One of the first things I created was music for the Paris opera's ballet troupe. That was the first time that electronic music was played at the opera. I really like the relationship between the music and the choreography.
It takes about a year to write an opera for me, but not a really a year of writing. I'm touring at the same time, and I'm playing, sometimes doing smaller projects.[The opera] Akhnaten fits in with Gandhi and Einstein, so that forms a trilogy in a way.I picked people who were these kind of larger than life characters, who kind of changed the world they lived in by almost the force of their personality and their inventiveness. People that I think not only do I admire but I think they're admirable people.

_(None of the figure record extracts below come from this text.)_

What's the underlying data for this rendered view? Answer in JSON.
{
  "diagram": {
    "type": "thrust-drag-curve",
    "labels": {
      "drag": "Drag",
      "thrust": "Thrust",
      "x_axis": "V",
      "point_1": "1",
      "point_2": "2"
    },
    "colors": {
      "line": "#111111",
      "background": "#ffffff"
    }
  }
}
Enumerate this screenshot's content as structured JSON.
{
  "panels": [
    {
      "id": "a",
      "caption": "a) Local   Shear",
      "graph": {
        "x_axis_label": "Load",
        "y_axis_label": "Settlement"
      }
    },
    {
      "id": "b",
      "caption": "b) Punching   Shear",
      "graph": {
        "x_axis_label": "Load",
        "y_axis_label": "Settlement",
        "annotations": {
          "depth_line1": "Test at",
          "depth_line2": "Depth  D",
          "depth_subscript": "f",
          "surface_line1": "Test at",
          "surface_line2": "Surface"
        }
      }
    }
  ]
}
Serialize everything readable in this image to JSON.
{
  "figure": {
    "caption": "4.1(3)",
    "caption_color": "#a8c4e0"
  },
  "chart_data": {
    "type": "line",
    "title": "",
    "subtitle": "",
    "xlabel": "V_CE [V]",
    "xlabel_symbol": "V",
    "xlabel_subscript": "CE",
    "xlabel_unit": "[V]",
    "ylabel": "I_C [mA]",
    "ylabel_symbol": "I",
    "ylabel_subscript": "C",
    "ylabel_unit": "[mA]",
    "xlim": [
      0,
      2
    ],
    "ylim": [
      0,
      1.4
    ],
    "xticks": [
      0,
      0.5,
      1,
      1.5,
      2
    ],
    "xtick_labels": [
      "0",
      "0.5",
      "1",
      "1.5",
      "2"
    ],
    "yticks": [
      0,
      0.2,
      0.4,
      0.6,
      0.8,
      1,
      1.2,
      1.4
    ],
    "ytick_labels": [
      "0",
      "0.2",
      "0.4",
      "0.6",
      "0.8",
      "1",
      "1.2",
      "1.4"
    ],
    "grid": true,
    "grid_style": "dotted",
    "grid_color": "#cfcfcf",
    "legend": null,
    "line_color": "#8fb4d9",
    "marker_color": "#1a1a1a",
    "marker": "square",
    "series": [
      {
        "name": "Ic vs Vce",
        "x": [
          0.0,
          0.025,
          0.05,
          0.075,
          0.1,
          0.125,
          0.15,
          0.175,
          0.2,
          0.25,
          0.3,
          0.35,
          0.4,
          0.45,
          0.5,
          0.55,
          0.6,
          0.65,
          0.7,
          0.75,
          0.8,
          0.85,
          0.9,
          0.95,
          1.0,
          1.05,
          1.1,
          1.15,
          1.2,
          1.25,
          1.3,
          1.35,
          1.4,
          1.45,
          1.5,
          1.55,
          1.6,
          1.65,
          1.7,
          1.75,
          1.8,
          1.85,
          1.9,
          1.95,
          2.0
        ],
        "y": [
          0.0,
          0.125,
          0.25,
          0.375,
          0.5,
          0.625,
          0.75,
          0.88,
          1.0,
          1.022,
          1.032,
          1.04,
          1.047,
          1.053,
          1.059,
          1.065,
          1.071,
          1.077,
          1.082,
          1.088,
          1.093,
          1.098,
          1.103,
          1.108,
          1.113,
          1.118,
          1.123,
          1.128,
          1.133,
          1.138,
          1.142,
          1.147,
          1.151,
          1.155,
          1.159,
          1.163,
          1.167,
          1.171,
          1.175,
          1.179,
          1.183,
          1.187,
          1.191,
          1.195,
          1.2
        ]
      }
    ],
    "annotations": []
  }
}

I have always loved music and singing, and I am open to listen to any type of music. Regardless of my mood, my heart is always set racing when I listen to opera. When I decide which music I want to hear, my choice is almost invariably an opera recording.
An opera singer is like an athlete before a match. An athlete cannot overdo anything. In order to perform at the highest possible level, you need to refrain from activities so as to be able to express this power.
I've been singing my whole life, since I was a kid; but never formally as a career. I did it in plays when I was younger, and I sang all styles of music: everything from Italian opera to blues.
I still the love classic period, but also the baroque period, and even 17th-Century music such as the music of Monteverdi. He's one of the greatest opera composers. He was the one who really started the opera.
Some people see me as dissecting my characters in some kind of heartless, coldblooded, analytical way, when in truth making these movies is a passionate, intensely emotional experience for me. I'm detached from the characters only to the degree that I have to be in order to write honestly about them.
Oh, I was completely hooked on movies and plays and theater from the time I was a day old; I was very, very early on in love with movies and I loved plays.
Oh, I was completely hooked on movies and plays and theater from the time I was a day old - I was very, very early on in love with movies and I loved plays.
Sometime during the 1990s, when I was teaching philosophy at UCSD, my friend, colleague, and music teacher, Carol Plantamura, discussed the possibility of teaching a course together looking at ways in which various literary works (plays, stories, novels) had been treated as operas, and how different themes emerged in the opera and in its original. One of the pairings we planned to use was Mann's great novella and Britten's opera. Unfortunately, the course was never taught, but the idea remained with me.